The Trump Administration’s campaign to cut the federal workforce arrived at the FDA last weekend – in particular its division regulating AI in healthcare. Multiple staff cuts were reported at the Center for Devices and Radiological Health, which had been in the midst of a major overhaul of AI regulation.
A February 15 article in STAT News first reported the layoffs, which as with other recent staff reductions concentrated on FDA employees with probationary status and was part of a larger initiative that has also affected the CDC and NIH.
- The FDA layoffs reportedly landed particularly hard on staff charged with regulating AI-enabled imaging devices within CDRH, including product reviewers.
The rapid growth of medical AI has had a major impact on the center, which as of its last report had given regulatory authorization to over 1k AI-enabled devices (76% of which are for radiology).
- To deal with the deluge, CDRH reportedly had been hiring many new staffers who were still on probationary status, making them targets for layoffs (permanent federal employees have civil service protections that make them harder to fire).
FDA also has been retooling its regulatory approach to AI with new initiatives that reflect the fact that AI products continue learning (and changing) after they’ve been approved, and thus require more aggressive post-market surveillance than other medical devices…
- A draft guidance on the total product life cycle of AI-enabled devices.
- A final guidance on predetermined change control plans for post-market regulation of such devices.
- The first meeting in November of its Digital Health Advisory Committee to review AI regulation, particularly of generative AI algorithms.
So what impact – if any – will the layoffs have on the rapidly growing medical AI segment?
- The FDA may simply scale back its new AI initiatives and regulate the field under more traditional avenues that have served the medical device industry well for decades.
In another scenario, the FDA’s frenzied pace of AI approvals and initiatives could slow as the agency struggles to handle a growing number of product submissions with less staff.
- This could have serious downstream effects, especially on AI startups that rely on FDA approvals to begin generating revenue or attract venture capital investment.
The Takeaway
The FDA layoffs couldn’t have come at a worse time for medical AI, which is on the cusp of wider clinical acceptance but still suffers from shaky confidence and poor understanding on the part of both providers and patients (see story below). The question is whether providers, organized radiology, or developers themselves will be able to step into the gap being left.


The data below should be copied out exactly, with its pictures omitted.

▽

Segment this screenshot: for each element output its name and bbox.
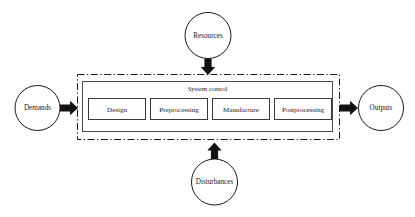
diagram-canvas: System control Design Preprocessing Manu…	[0, 0, 415, 217]
diagram-svg: System control Design Preprocessing Manu…	[0, 0, 415, 217]
stage-label-preprocessing: Preprocessing	[159, 106, 199, 114]
node-label-outputs: Outputs	[370, 104, 393, 112]
stage-label-manufacture: Manufacture	[223, 106, 259, 114]
arrow-demands-to-system	[60, 101, 78, 115]
stage-label-design: Design	[107, 106, 127, 114]
node-label-demands: Demands	[24, 104, 51, 112]
arrow-resources-to-system	[201, 59, 215, 76]
system-control-label: System control	[188, 85, 228, 92]
arrow-disturbances-to-system	[207, 143, 221, 160]
node-label-resources: Resources	[193, 32, 223, 40]
arrow-system-to-outputs	[340, 101, 358, 115]
node-label-disturbances: Disturbances	[196, 178, 234, 186]
stage-label-postprocessing: Postprocessing	[282, 106, 325, 114]
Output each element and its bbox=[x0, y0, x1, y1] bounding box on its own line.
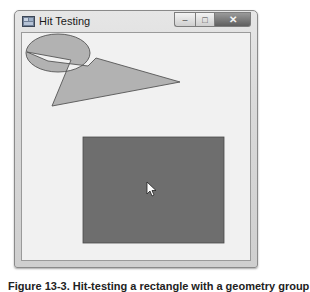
figure-caption: Figure 13-3. Hit-testing a rectangle wit… bbox=[8, 280, 309, 292]
geometry-group-shape[interactable] bbox=[26, 34, 180, 106]
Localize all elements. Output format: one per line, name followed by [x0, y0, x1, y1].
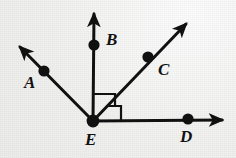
ray-ED: [93, 120, 222, 121]
point-label-D: D: [180, 128, 192, 145]
point-A: [38, 65, 49, 76]
point-D: [182, 113, 193, 124]
geometry-canvas: [0, 0, 236, 158]
geometry-figure: A B C D E: [0, 0, 236, 158]
point-E: [87, 115, 100, 128]
ray-EB: [93, 14, 94, 121]
point-label-A: A: [24, 74, 35, 91]
point-B: [88, 39, 99, 50]
point-label-B: B: [106, 31, 117, 48]
point-label-E: E: [85, 131, 96, 148]
points-group: [38, 39, 193, 127]
point-C: [142, 51, 153, 62]
right-angle-CED: [107, 106, 121, 120]
point-label-C: C: [158, 61, 169, 78]
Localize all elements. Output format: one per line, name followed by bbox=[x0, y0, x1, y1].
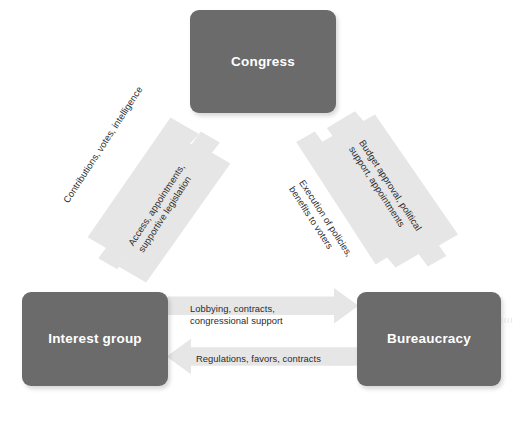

△

**Answer for this exercise**
Segment this screenshot: for each element output its name and bbox.
diagram-canvas: System control Design Preprocessing Manu…	[0, 0, 415, 217]
diagram-svg: System control Design Preprocessing Manu…	[0, 0, 415, 217]
stage-label-preprocessing: Preprocessing	[159, 106, 199, 114]
node-label-outputs: Outputs	[370, 104, 393, 112]
stage-label-manufacture: Manufacture	[223, 106, 259, 114]
arrow-demands-to-system	[60, 101, 78, 115]
stage-label-design: Design	[107, 106, 127, 114]
node-label-demands: Demands	[24, 104, 51, 112]
arrow-resources-to-system	[201, 59, 215, 76]
system-control-label: System control	[188, 85, 228, 92]
arrow-disturbances-to-system	[207, 143, 221, 160]
node-label-resources: Resources	[193, 32, 223, 40]
arrow-system-to-outputs	[340, 101, 358, 115]
node-label-disturbances: Disturbances	[196, 178, 234, 186]
stage-label-postprocessing: Postprocessing	[282, 106, 325, 114]
Output each element and its bbox=[x0, y0, x1, y1] bounding box on its own line.
figure-caption: Figure 13-3. Hit-testing a rectangle wit… bbox=[8, 280, 309, 292]
geometry-group-shape[interactable] bbox=[26, 34, 180, 106]
Localize all elements. Output format: one per line, name followed by [x0, y0, x1, y1].
ray-ED: [93, 120, 222, 121]
point-label-D: D: [180, 128, 192, 145]
point-A: [38, 65, 49, 76]
point-D: [182, 113, 193, 124]
geometry-canvas: [0, 0, 236, 158]
geometry-figure: A B C D E: [0, 0, 236, 158]
point-E: [87, 115, 100, 128]
ray-EB: [93, 14, 94, 121]
point-label-A: A: [24, 74, 35, 91]
point-B: [88, 39, 99, 50]
point-label-B: B: [106, 31, 117, 48]
point-label-E: E: [85, 131, 96, 148]
points-group: [38, 39, 193, 127]
point-C: [142, 51, 153, 62]
right-angle-CED: [107, 106, 121, 120]
point-label-C: C: [158, 61, 169, 78]
Localize all elements. Output format: one per line, name followed by bbox=[x0, y0, x1, y1].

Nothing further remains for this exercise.